‘Vera, I might get my mother up,’ she said, and Vera, who knew it all, nodded wisely.
‘Me?’ Her mother looked shocked at this offer.
‘Yes, Mother, come on.’
It was time to let the past be in the past, Sam had decided. If Callie Reynolds could move on from what had happened to her, then she could move on too.
In the bedroom, Jean said: ‘Are you sure?’
Sam had never heard her mother so tentative.
‘We’ll feed her, change her and then lay her down for a nap. Once she goes to sleep, I’ll leave you for an hour, and if she wakes up and you can’t settle her, call me.’
It was, Sam thought, something she would never have been able to do even a few months ago. The very idea of leaving her mother alone with India was unthinkable then. But Jean had changed. The admission of her failures had oddly strengthened her relationship with Sam.
Sam was different too.
‘Mother is just Mother,’ she said to Joanne one day. ‘We can’t change her any more than she can change us. We just have to figure out how to live with her.’
‘I thought I was supposed to be the younger one who knew nothing,’ teased Joanne, then hugged her sister.

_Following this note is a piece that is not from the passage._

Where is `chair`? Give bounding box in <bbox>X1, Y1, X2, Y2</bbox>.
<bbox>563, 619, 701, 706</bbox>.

‘If India wakes and cries when she sees me, what then?’ said Jean, still clearly very anxious.
Sam patted her mother’s back gently.
‘Babies are a steep learning curve. Just soothe her, sing her a little song, hold her close. Stay calm.’

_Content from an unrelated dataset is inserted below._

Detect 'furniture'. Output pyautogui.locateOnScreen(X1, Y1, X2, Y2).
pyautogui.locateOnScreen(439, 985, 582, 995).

‘I can do calm,’ agreed Jean. ‘But singing?’
‘You were in a choir for years. Murmur something gently. A lullaby.’
‘OK, a lullaby.’
Half an hour later, when India was settled in her cot, the lights were low and Jean was settled in a chair with a magazine, Sam let herself out.
She stood outside the door, thinking that she’d never imagined this day would come. But it had. Another steep learning curve. But then, love and learning – that seemed to be what life was all about.
Ginger
The trees were sprouting the first buds in Grace’s garden as Ginger parked outside Grace and Esmerelda’s.
‘Dogs rolled in mud. Pooey,’ announced Esmerelda, opening the door and almost running away. ‘Me busy. We going to your father’s to spend night. No time to clean stinky dogs.’
Ginger was wearing her walking gear because she planned to go walking in the countryside later and she backed off as the two dogs leapt delightedly at her.
‘Down,’ she yelled at Cloud and Pepperpot, who looked more like chimney sweeps than cockapoos. The stink was incredible.
‘Blasted dog walker,’ said Aunt Grace, standing in the hallway with a barrage of boxes in front of her to keep her safe. ‘I don’t suppose you could wash them? They’ll stink out the car ...’
‘Can you fire that dog walker and hire one who stops them rolling in crap?’ said Ginger, groaning.
‘He’s cute and I think you might like him,’ said Grace irrepressibly.
‘I already hate him,’ said Ginger.
Trying to keep the dogs at bay, she got dog treats from the kitchen, then coaxed the two dogs upstairs and locked them in the bathroom. The special doggy shampoo sat where it was last time she’d had to do this.
She stripped off her sweatshirt and her T-shirt until she was down to her sports bra, then hoisted Cloud in.